By way of perspective, I had attended Fowlerville High School in the late 1960s (Class of 1969)—that pre-Title IX era where my female schoolmates and tens of thousands of their contemporaries had only GAA as an outlet. I was oblivious to the situation at the time. But then, witnessing the sea-change that came a few years later, the eyes were opened and I’ve always thought of what was lost to those schoolmates and other female athletes.
I’ve thought of all the possible life-changes, widened horizons, and depths of experiences—those intangibles that participating in sports can potentially offer and ‘why’ it’s provided to young people at schools and colleges—that were never realized. No recognition on the record board in the gymnasium, no news stories to be clipped out and put in the scrapbook, and no photos in the yearbook of their team, with their name under it.
They were victims of the cultural (which means human) tendency to stereotype, categorize, and pigeon-hole people based in all manner of categories and criteria—gender being among them.
Discrimination, whether benign or overt, unintentional or calculated, the result of unquestioned social norms or planned intent, is as much about lost opportunity as it is of unequal treatment. It denies that person the chance to realize their full potential and, in doing so, lessens the contributions they and their counterparts might provide to the larger society. In diminishing their horizon, it lessens the greater good.
* * *
When I reached the track, Coach Rickens wasn’t around and there weren’t any girls waiting to be interviewed. But I noticed a large group of boys and girls huddled across the field. I surmised they were getting a pep talk or last-minute instructions.
Sure enough, they broke up and I saw that the girls, followed by a pair of coaches, were headed my way. Accompanying them was Judy Recker, a retired physical education teacher at Fowlerville and current junior high athletic director. She had been the coach of that first girls track team in 1973 and of other ones—basketball, softball, and volleyball— during the early post-Title IX years.
They were all wearing a commemorative Title IX tee-shirt, celebrating 50 years of girls sports at the school.
I took a team photo and then interviewed, one at a time, the six seniors on the team as well as Mrs. Recker.
“What do you enjoy about sports?” was the final question I asked the girls.
Among their answers: “…having fun, working hard, and learning some great life lessons”… “making close friendships and also getting to push myself”… “working towards a common goal.”
As for Judy Recker, she mentioned “the humble beginnings” and how girls sports has grown over the years, along noting the many outstanding athletes that have been part of the program.

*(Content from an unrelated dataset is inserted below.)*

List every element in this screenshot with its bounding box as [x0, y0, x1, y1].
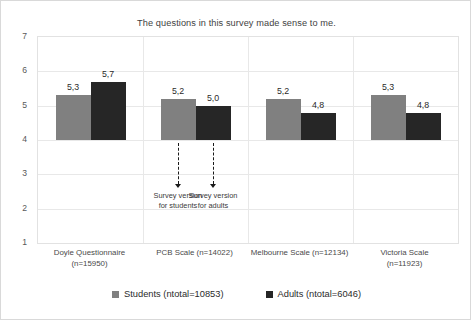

I took their photo as well and wished them “Good luck” in the upcoming meet.
Later, in my article, described the six seniors as “the latest in a long list of Gladiator girl athletes who have wore the ‘Gold & Purple’ colors of the school.”
Thanks to Title IX they have had this opportunity. As have all those girls and young women who preceded them—in Fowlerville and elsewhere.

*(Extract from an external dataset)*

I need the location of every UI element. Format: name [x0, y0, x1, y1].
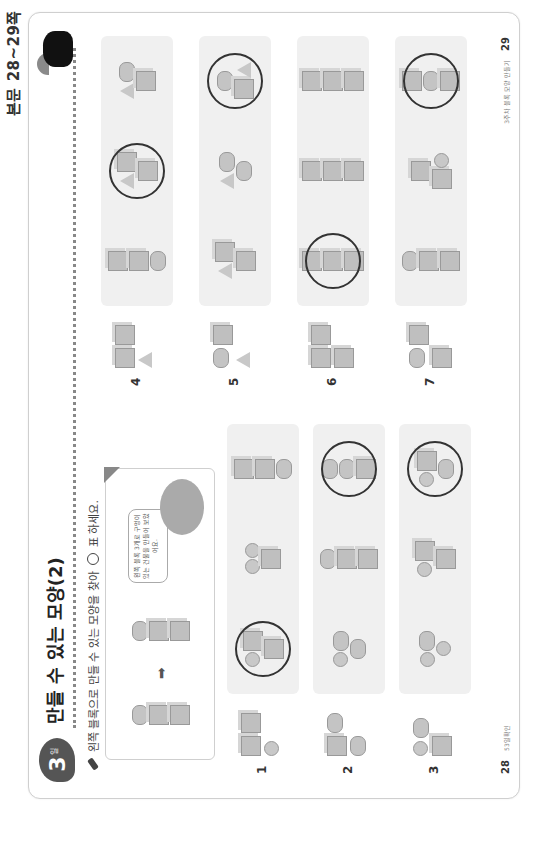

The legacy of what this law has accomplished over the past half-century. . . its stated intention to provide equal treatment. . . the example it has set and the promise it offers. . . are indeed worth celebrating.
Steve Horton is a mid-Michigan journalist and editor-publisher of the ‘Fowlerville News & Views’—a weekly newspaper.
Great review of the law and benefits that have ensued. As a girl who played basketball in high school the late 1950s and a Detroit nursing school league in the early 60s I believe I missed out on alot but very happy for those who came after.